Of the number of times your ads were eligible to appear in the search results, this is the percentage of time they actually appeared.

Search Lost IS (budget)

How often your ad did not appear in the search results because your campaign’s daily budget was too low.

Search Lost IS (Rank)

How often your ad did not appear in the search results because your campaign’s Ad Rank was too low.

Click Share

Of the number of times your ads were eligible to receive clicks, this is the percentage of time they were actually clicked on..

Search (Top) IS

Of the number of times your ads were eligible to appear at the top of the Google search results, this is the percentage of time they actually appeared.

View-Through Conversions

Conversions that are recorded when a user views (but doesn’t click on) your ad, and then converts later.

View-Through Conversion Window

A period of time that you set to allow Google Ads to count view-through conversions.

Ad Rank

This determines your ad position and whether your ads will show at all. There are 3 things that affect your Ad Rank: bids, expected clickthrough rate, and quality score.

 

Understanding the meaning of these metrics is just one part of running successful Google Ads campaigns. Take a look at some of our other articles about advertising, or download our free guide for more help.

Avvo Accidentally Emails Thousands of Lawyers with Cancellation

This just in:  Avvo seems to have accidentally emailed thousands of lawyers with a cancellation of advertising services email.  The problem… seems that these are going out to non-advertisers (if not their entire database) as well.

Subject Line: Your advertising contract with Avvo is about to be canceled.

Your advertising contract with Avvo is scheduled to be cancelled.

We are sorry to see you go. Before we part ways, we would like to know what we could have done to keep your business.

Take a moment to answer this 5-question survey so we can understand how to improve our products and services.

We will send you a $5 Starbucks gift card as a token of our appreciation.

The cynic could suggest that this is just a smarmy, albeit desperate sales tactic to drive inbound conversations with the Avvo sales staff (and more than a few on Solosez have.) However – I suspect this is really a genuine mistake; although it won’t do much to engender any more goodwill for the online directory. The sheer volume of the emails (and time of day) makes it unlikely that this is a desperate attempt to have lawyers call into Avvo. Having said that, I’m pretty sure Julie Clarkson never would have let this happen!
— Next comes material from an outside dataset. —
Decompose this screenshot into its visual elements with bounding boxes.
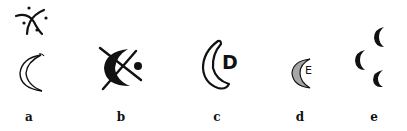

(Of course, it would be funny if everyone “took” the survey to get the $5 Starbucks gift card…. just sayin.)

UPDATE: I asked the Avvo marketing peoples to weigh in….

The email attorneys received from Avvo earlier this morning was sent in error; please disregard it. We apologize for any confusion.

 

 

Google Ads Taking Steps to Combat SPAM in Call Only Campaigns

One of the upsides about being a Google Premier Partner is that we have a direct line to Googlers to whine about terrible behavior on behalf of some advertisers. One of the bugaboos we’ve been whining about is law firm marketing agencies pretending to be law firms and competing with our clients for business. This has been true in local results as well as call only advertisements.

Starting in December (although our notification didn’t mention exactly when in December, but it could be as soon as…tomorrow) Google is updating their Call Only Policy with the following requirements:

  • Service providers will now be required to use their actual business name in call-only ads. Service providers can no longer advertise with a business name that doesn’t represent their specific business or clearly disambiguate from similar businesses
  • When answering calls from users who’ve clicked on their call-only ad, advertisers must begin the call by stating their business name, as it appears in their call-only ads.

Note this not only impacts the spammers but also legit businesses, as you now need to ensure your front desk answers appropriately. (No more, “law offices” as the salutation…which I’ve been trying to get you all to change anyway.)

You can check out the call only ad requirements directly from Google here.

And to all of you lead generation companies masquerading as a law firm…you’re welcome.